Monessen mayor seeks Health Mart building grant
By KRISTIE LINDEN
klinden@yourmvi.com
Monessen City Council had another disagreement this week about an action the mayor took without first discussing it with the rest of council.
This time, Mayor Matt Shorraw applied for a Blight Remediation Program Grant for more than $300,000 for the former Health Mart building at 500 Donner Ave.
A motion was on the agenda for Tuesday’s meeting for council to approve a resolution authorizing Shorraw and city Administrator John Harhai to execute all documents related to the grant, but council members Tony Orzechowski and Lois Thomas questioned how the grant came to be in the first place.
Thomas said she didn’t know if she would have applied for the grant to help that building, but she thought council was supposed to decide these kinds of things together.
Thomas has long pushed for Shorraw to work with council rather than to come to council meetings with initiatives or motions that some council members are hearing for the first time minutes before a vote is called.
“Any one of you is welcome to write a grant,” Shorraw said.
“No, no,” Thomas said, “here’s my thing. This is a council correct? We make decisions for the City of Monessen as a whole, right?”
Shorraw said the motion was on the table for council to decide on by voting.
“We don’t need to discuss, to discuss, to discuss, to discuss, to vote,” Shorraw said.
“OK, but as a council we should discuss what’s best for the city as a whole,” Thomas said.
“If I didn’t want you to know about it, I wouldn’t have sent you the information,” Shorraw said.
Shorraw said Thomas and Orzechowski asked about the grant before Tuesday’s meeting. Thomas said that was because they saw it on the agenda and knew nothing of it before that time.
Thomas said these things should be brought before council before they’re done.
“You’re all more than welcome to write a grant, you’re nitpicking,” Shorraw said.
“This is not nitpicking,” Thomas said, “this is what a council does. It’s not just you, Matt.”
“You’re all more than welcome to contribute,” Shorraw said.
That comment got a small groan from the little crowd at the meeting.
Orzechowski asked why the rest of council wasn’t told before the deadline of the grant. Shorraw said he wrote the grant in the three days leading up to the July 31 deadline.
“You can’t go half cocked and do whatever you want to do,” Orzechowski said, asking Solicitor Tim Witt if Shorraw can write a grant without seeking approval of council.
Witt said he hadn’t seen the grant but that Shorraw couldn’t obligate the city financially without council’s approval.
Such grants typically come with a required match from the municipality in the amount of 10%, which would mean Monessen would need $30,000 to accept the grant. Shorraw said the city would not accept the grant unless the program would agree to waive the matching fee.
Witt also said the city can turn down the grant without repercussions.
“Let me ask you a question, though,” Thomas said to Witt, “Do you think this is proper? That Matt is saying go and apply for whatever grants you want, and that’s fine? But you think it would be OK me to go out and just write this grant and put in on (the agenda) and during a council meeting and just have them vote on it without issue?”
Witt said anytime there is a grant, “the best practice is to go to council and for council to review and then approve it and apply for it. I think in this situation what I’m hearing Matt saying is the deadline was an issue.”
Shorraw said he wrote the grant in such a way that council would have to approve the resolution at this week’s meeting in order for the grant application to be valid.
Witt said the grant isn’t effective until council approves it.
Councilman Don Gregor asked how much the grant would be for and Shorraw said it would bring in $300,000 and Gregor said, “and that would be to alleviate blight on the 500 block of Donner Avenue?”
Shorraw said the money would be used to stabilize the Health Mart building to make it more attractive to sell it, as it is owned by the city.
“It is, but I question why we’re putting money into a money pit,” Orzechowski asked.
Shorraw said after talking to several engineers and people he knows who are familiar with that kind of work, he believes the Health Mart is salvageable.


**TRY IT:** Read the records beneath this task and copy every line that contains the string "type".

Start of STORED DATA

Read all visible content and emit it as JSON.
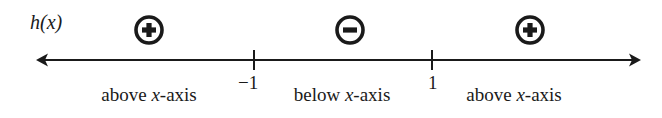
{
  "diagram": {
    "type": "sign-chart",
    "function_label": "h(x)",
    "function_name": "h",
    "function_var": "x",
    "axis": {
      "color": "#1a1a1a",
      "left_arrow": true,
      "right_arrow": true
    },
    "critical_points": [
      {
        "value": "−1",
        "x": -1
      },
      {
        "value": "1",
        "x": 1
      }
    ],
    "intervals": [
      {
        "range": "x < -1",
        "sign": "+",
        "sign_icon": "plus-circle-icon",
        "description_pre": "above ",
        "description_var": "x",
        "description_post": "-axis"
      },
      {
        "range": "-1 < x < 1",
        "sign": "−",
        "sign_icon": "minus-circle-icon",
        "description_pre": "below ",
        "description_var": "x",
        "description_post": "-axis"
      },
      {
        "range": "x > 1",
        "sign": "+",
        "sign_icon": "plus-circle-icon",
        "description_pre": "above ",
        "description_var": "x",
        "description_post": "-axis"
      }
    ]
  }
}
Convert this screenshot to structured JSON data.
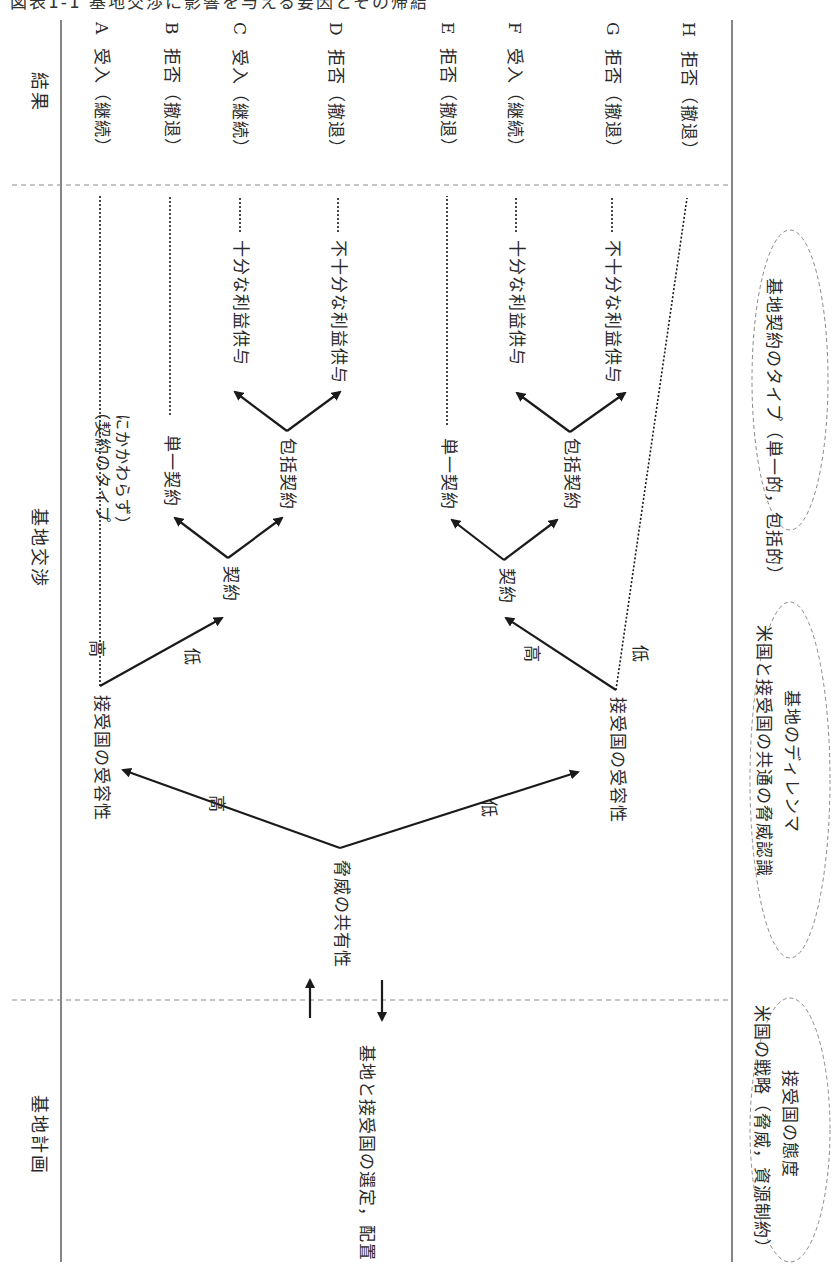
{
  "caption": "図表1-1 基地交渉に影響を与える要因とその帰結",
  "headers": {
    "results": "結果",
    "negotiation": "基地交渉",
    "planning": "基地計画"
  },
  "results": [
    {
      "id": "A",
      "label": "受入（継続）",
      "letter": "A"
    },
    {
      "id": "B",
      "label": "拒否（撤退）",
      "letter": "B"
    },
    {
      "id": "C",
      "label": "受入（継続）",
      "letter": "C"
    },
    {
      "id": "D",
      "label": "拒否（撤退）",
      "letter": "D"
    },
    {
      "id": "E",
      "label": "拒否（撤退）",
      "letter": "E"
    },
    {
      "id": "F",
      "label": "受入（継続）",
      "letter": "F"
    },
    {
      "id": "G",
      "label": "拒否（撤退）",
      "letter": "G"
    },
    {
      "id": "H",
      "label": "拒否（撤退）",
      "letter": "H"
    }
  ],
  "nodes": {
    "planning_node": "基地と接受国の選定，配置",
    "threat_sharing": "脅威の共有性",
    "acceptability_high": "接受国の受容性",
    "acceptability_low": "接受国の受容性",
    "contract_upper": "契約",
    "contract_lower": "契約",
    "single_upper": "単一契約",
    "comprehensive_upper": "包括契約",
    "single_lower": "単一契約",
    "comprehensive_lower": "包括契約",
    "sufficient_upper": "十分な利益供与",
    "insufficient_upper": "不十分な利益供与",
    "sufficient_lower": "十分な利益供与",
    "insufficient_lower": "不十分な利益供与",
    "regardless_line1": "（契約のタイプ",
    "regardless_line2": "にかかわらず）"
  },
  "edge_labels": {
    "threat_high": "高",
    "threat_low": "低",
    "upper_acc_high": "高",
    "upper_acc_low": "低",
    "lower_acc_high": "高",
    "lower_acc_low": "低"
  },
  "factors": {
    "planning": {
      "line1": "米国の戦略（脅威，資源制約）",
      "line2": "接受国の態度"
    },
    "negotiation": {
      "line1": "米国と接受国の共通の脅威認識",
      "line2": "基地のディレンマ"
    },
    "contract": {
      "line1": "基地契約のタイプ（単一的，包括的）"
    }
  },
  "colors": {
    "line": "#1a1a1a",
    "dashed": "#8a8a8a",
    "text": "#2a2a2a"
  }
}
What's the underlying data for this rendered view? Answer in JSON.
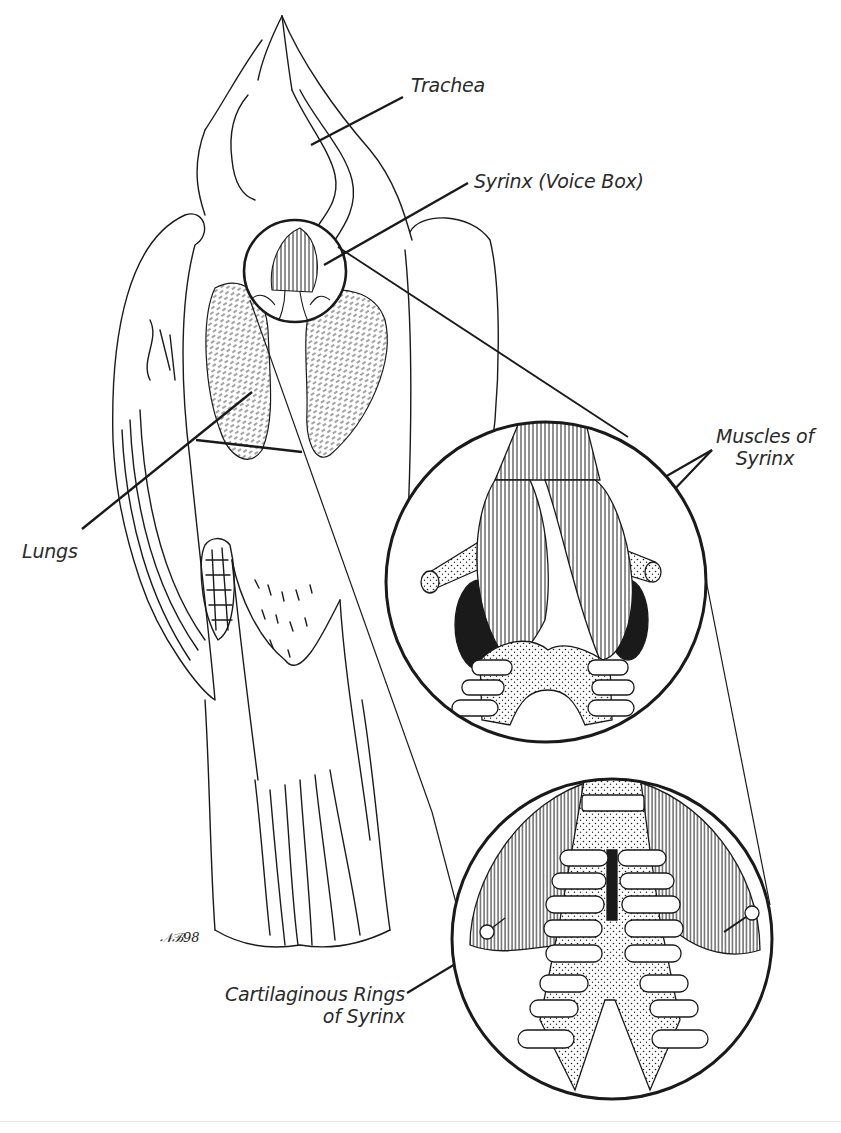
{
  "figure": {
    "colors": {
      "ink": "#1a1a1a",
      "label_text": "#2a2a2a",
      "background": "#ffffff"
    },
    "labels": {
      "trachea": "Trachea",
      "syrinx": "Syrinx (Voice Box)",
      "muscles_line1": "Muscles of",
      "muscles_line2": "Syrinx",
      "lungs": "Lungs",
      "rings_line1": "Cartilaginous Rings",
      "rings_line2": "of Syrinx"
    },
    "signature": "98",
    "insets": [
      {
        "name": "syrinx-detail-small",
        "description": "Small circle around syrinx on bird"
      },
      {
        "name": "syrinx-muscles-magnified",
        "description": "Magnified syrinx with muscles"
      },
      {
        "name": "syrinx-rings-magnified",
        "description": "Magnified syrinx with cartilaginous rings"
      }
    ]
  }
}
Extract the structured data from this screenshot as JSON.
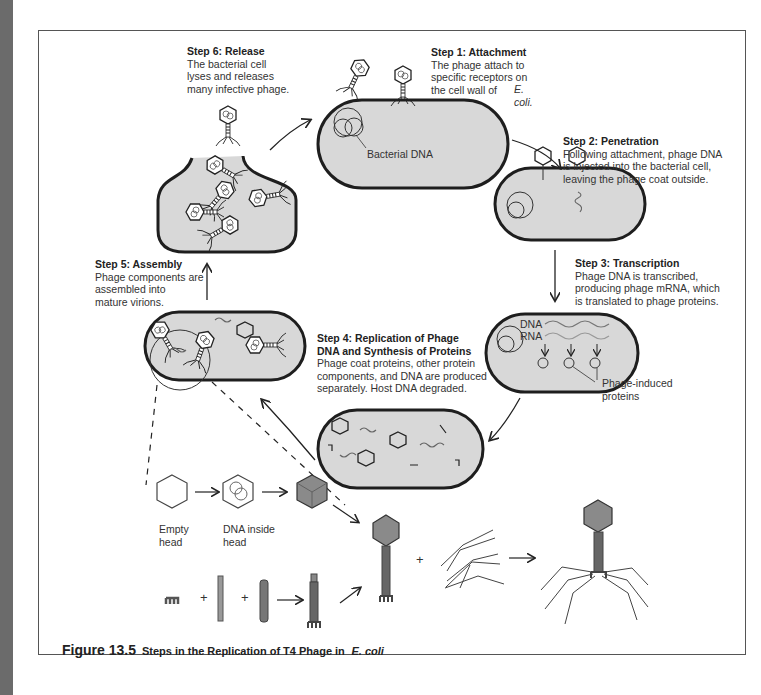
{
  "figure": {
    "number_label": "Figure 13.5",
    "title": "Steps in the Replication of T4 Phage in",
    "title_italic": "E. coli"
  },
  "steps": [
    {
      "id": 1,
      "title": "Step 1: Attachment",
      "body": "The phage attach to\nspecific receptors on\nthe cell wall of",
      "body_italic": "E. coli."
    },
    {
      "id": 2,
      "title": "Step 2: Penetration",
      "body": "Following attachment, phage DNA\nis injected into the bacterial cell,\nleaving the phage coat outside."
    },
    {
      "id": 3,
      "title": "Step 3: Transcription",
      "body": "Phage DNA is transcribed,\nproducing phage mRNA, which\nis translated to phage proteins."
    },
    {
      "id": 4,
      "title_line1": "Step 4: Replication of Phage",
      "title_line2": "DNA and Synthesis of Proteins",
      "body": "Phage coat proteins, other protein\ncomponents, and DNA are produced\nseparately. Host DNA degraded."
    },
    {
      "id": 5,
      "title": "Step 5: Assembly",
      "body": "Phage components are\nassembled into\nmature virions."
    },
    {
      "id": 6,
      "title": "Step 6: Release",
      "body": "The bacterial cell\nlyses and releases\nmany infective phage."
    }
  ],
  "labels": {
    "bacterial_dna": "Bacterial DNA",
    "dna": "DNA",
    "rna": "RNA",
    "phage_induced_proteins": "Phage-induced\nproteins",
    "empty_head": "Empty\nhead",
    "dna_inside_head": "DNA inside\nhead",
    "plus": "+"
  },
  "colors": {
    "cell_fill": "#d8d8d8",
    "cell_stroke": "#1e1e1e",
    "capsid_fill": "#8a8a8a",
    "edge_strip": "#6b6b6b"
  }
}
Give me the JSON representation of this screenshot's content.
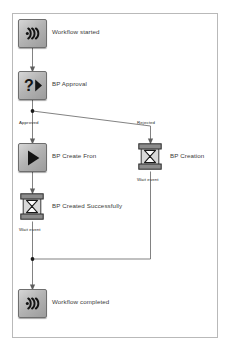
{
  "diagram": {
    "canvas": {
      "background": "#ffffff",
      "border_color": "#b9b9b9"
    },
    "nodes": [
      {
        "id": "start",
        "label": "Workflow started",
        "icon": "broadcast-signal-icon",
        "x": 18,
        "y": 18
      },
      {
        "id": "approval",
        "label": "BP Approval",
        "icon": "question-play-icon",
        "x": 18,
        "y": 70
      },
      {
        "id": "createfrom",
        "label": "BP Create Fron",
        "icon": "play-triangle-icon",
        "x": 18,
        "y": 142
      },
      {
        "id": "creation",
        "label": "BP Creation",
        "icon": "hourglass-wait-icon",
        "x": 136,
        "y": 142
      },
      {
        "id": "created",
        "label": "BP Created Successfully",
        "icon": "hourglass-wait-icon",
        "x": 18,
        "y": 192
      },
      {
        "id": "end",
        "label": "Workflow completed",
        "icon": "broadcast-signal-icon",
        "x": 18,
        "y": 288
      }
    ],
    "edge_labels": [
      {
        "id": "approved",
        "text": "Approved",
        "x": 19,
        "y": 120
      },
      {
        "id": "rejected",
        "text": "Rejected",
        "x": 138,
        "y": 120
      },
      {
        "id": "waitevent1",
        "text": "Wait event",
        "x": 138,
        "y": 176
      },
      {
        "id": "waitevent2",
        "text": "Wait event",
        "x": 19,
        "y": 226
      }
    ],
    "edge_color": "#6b6b6b",
    "junction_color": "#1a1a1a"
  }
}
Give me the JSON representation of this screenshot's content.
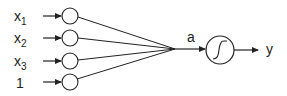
{
  "diagram": {
    "inputs": [
      {
        "label": "x",
        "subscript": "1"
      },
      {
        "label": "x",
        "subscript": "2"
      },
      {
        "label": "x",
        "subscript": "3"
      },
      {
        "label": "1",
        "subscript": ""
      }
    ],
    "sum_label": "a",
    "activation_icon": "sigmoid-icon",
    "output_label": "y",
    "colors": {
      "stroke": "#222222",
      "background": "#ffffff"
    }
  }
}
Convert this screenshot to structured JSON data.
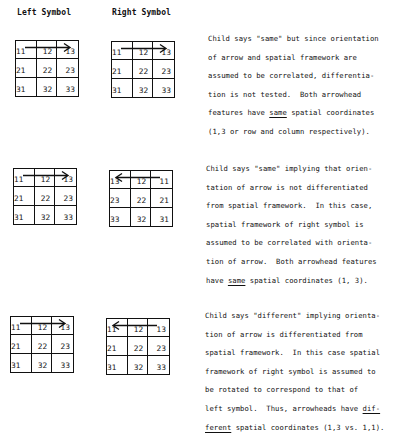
{
  "headers": {
    "left": "Left Symbol",
    "right": "Right Symbol"
  },
  "rows": [
    {
      "left_grid": {
        "cells": [
          "11",
          "12",
          "13",
          "21",
          "22",
          "23",
          "31",
          "32",
          "33"
        ],
        "arrow_direction": "right",
        "arrow_icon": "arrow-right-icon"
      },
      "right_grid": {
        "cells": [
          "11",
          "12",
          "13",
          "21",
          "22",
          "23",
          "31",
          "32",
          "33"
        ],
        "arrow_direction": "right",
        "arrow_icon": "arrow-right-icon"
      },
      "explanation": {
        "lines": [
          [
            "Child says \"same\" but since orientation"
          ],
          [
            "of arrow and spatial framework are"
          ],
          [
            "assumed to be correlated, differentia-"
          ],
          [
            "tion is not tested.  Both arrowhead"
          ],
          [
            "features have ",
            {
              "u": "same"
            },
            " spatial coordinates"
          ],
          [
            "(1,3 or row and column respectively)."
          ]
        ]
      }
    },
    {
      "left_grid": {
        "cells": [
          "11",
          "12",
          "13",
          "21",
          "22",
          "23",
          "31",
          "32",
          "33"
        ],
        "arrow_direction": "right",
        "arrow_icon": "arrow-right-icon"
      },
      "right_grid": {
        "cells": [
          "13",
          "12",
          "11",
          "23",
          "22",
          "21",
          "33",
          "32",
          "31"
        ],
        "arrow_direction": "left",
        "arrow_icon": "arrow-left-icon"
      },
      "explanation": {
        "lines": [
          [
            "Child says \"same\" implying that orien-"
          ],
          [
            "tation of arrow is not differentiated"
          ],
          [
            "from spatial framework.  In this case,"
          ],
          [
            "spatial framework of right symbol is"
          ],
          [
            "assumed to be correlated with orienta-"
          ],
          [
            "tion of arrow.  Both arrowhead features"
          ],
          [
            "have ",
            {
              "u": "same"
            },
            " spatial coordinates (1, 3)."
          ]
        ]
      }
    },
    {
      "left_grid": {
        "cells": [
          "11",
          "12",
          "13",
          "21",
          "22",
          "23",
          "31",
          "32",
          "33"
        ],
        "arrow_direction": "right",
        "arrow_icon": "arrow-right-icon"
      },
      "right_grid": {
        "cells": [
          "11",
          "12",
          "13",
          "21",
          "22",
          "23",
          "31",
          "32",
          "33"
        ],
        "arrow_direction": "left",
        "arrow_icon": "arrow-left-icon"
      },
      "explanation": {
        "lines": [
          [
            "Child says \"different\" implying orienta-"
          ],
          [
            "tion of arrow is differentiated from"
          ],
          [
            "spatial framework.  In this case spatial"
          ],
          [
            "framework of right symbol is assumed to"
          ],
          [
            "be rotated to correspond to that of"
          ],
          [
            "left symbol.  Thus, arrowheads have ",
            {
              "u": "dif-"
            }
          ],
          [
            {
              "u": "ferent"
            },
            " spatial coordinates (1,3 vs. 1,1)."
          ]
        ]
      }
    }
  ]
}
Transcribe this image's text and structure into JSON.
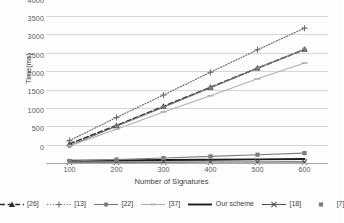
{
  "chart_data": {
    "type": "line",
    "title": "",
    "xlabel": "Number of Signatures",
    "ylabel": "Time(ms)",
    "categories": [
      100,
      200,
      300,
      400,
      500,
      600
    ],
    "xticklabels": [
      "100",
      "200",
      "300",
      "400",
      "500",
      "600"
    ],
    "yticklabels": [
      "0",
      "500",
      "1000",
      "1500",
      "2000",
      "2500",
      "3000",
      "3500",
      "4000"
    ],
    "yticks": [
      0,
      500,
      1000,
      1500,
      2000,
      2500,
      3000,
      3500,
      4000
    ],
    "ylim": [
      0,
      4000
    ],
    "grid": "horizontal",
    "legend_position": "bottom",
    "series": [
      {
        "name": "[26]",
        "values": [
          520,
          1020,
          1540,
          2060,
          2580,
          3090
        ],
        "color": "#2d2d2d",
        "style": "dashed",
        "marker": "triangle"
      },
      {
        "name": "[13]",
        "values": [
          610,
          1240,
          1850,
          2470,
          3080,
          3670
        ],
        "color": "#6b6b6b",
        "style": "dotted",
        "marker": "plus"
      },
      {
        "name": "[22]",
        "values": [
          470,
          1000,
          1520,
          2050,
          2580,
          3090
        ],
        "color": "#7a7a7a",
        "style": "solid",
        "marker": "circle"
      },
      {
        "name": "[37]",
        "values": [
          460,
          920,
          1390,
          1830,
          2290,
          2720
        ],
        "color": "#b0b0b0",
        "style": "solid",
        "marker": "dash"
      },
      {
        "name": "Our scheme",
        "values": [
          60,
          70,
          80,
          90,
          100,
          110
        ],
        "color": "#1a1a1a",
        "style": "solid-bold",
        "marker": "none"
      },
      {
        "name": "[18]",
        "values": [
          20,
          22,
          24,
          26,
          28,
          30
        ],
        "color": "#555555",
        "style": "solid",
        "marker": "x"
      },
      {
        "name": "[7]",
        "values": [
          55,
          95,
          135,
          180,
          225,
          270
        ],
        "color": "#7d7d7d",
        "style": "solid",
        "marker": "square"
      }
    ]
  },
  "legend": {
    "items": [
      {
        "label": "[26]"
      },
      {
        "label": "[13]"
      },
      {
        "label": "[22]"
      },
      {
        "label": "[37]"
      },
      {
        "label": "Our scheme"
      },
      {
        "label": "[18]"
      },
      {
        "label": "[7]"
      }
    ]
  },
  "colors": {
    "grid": "#d6d6d6",
    "axis": "#a8a8a8",
    "text": "#3f3f3f",
    "background": "#fdfdfd"
  }
}
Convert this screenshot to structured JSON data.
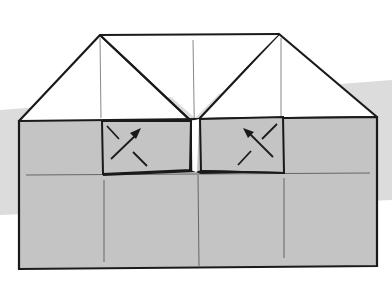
{
  "diagram": {
    "type": "origami-fold-step",
    "colors": {
      "paper_shaded": "#c4c4c4",
      "paper_white": "#ffffff",
      "background_band": "#dcdcdc",
      "outline": "#1a1a1a",
      "crease": "#777777"
    },
    "flaps": [
      {
        "name": "left-flap",
        "arrow_direction": "up-right"
      },
      {
        "name": "right-flap",
        "arrow_direction": "up-left"
      }
    ]
  }
}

End of STORED DATA

**RESPONSE TO THIS EXERCISE:**
    "type": "sign-chart",
    "type": "line",
    "type": "origami-fold-step",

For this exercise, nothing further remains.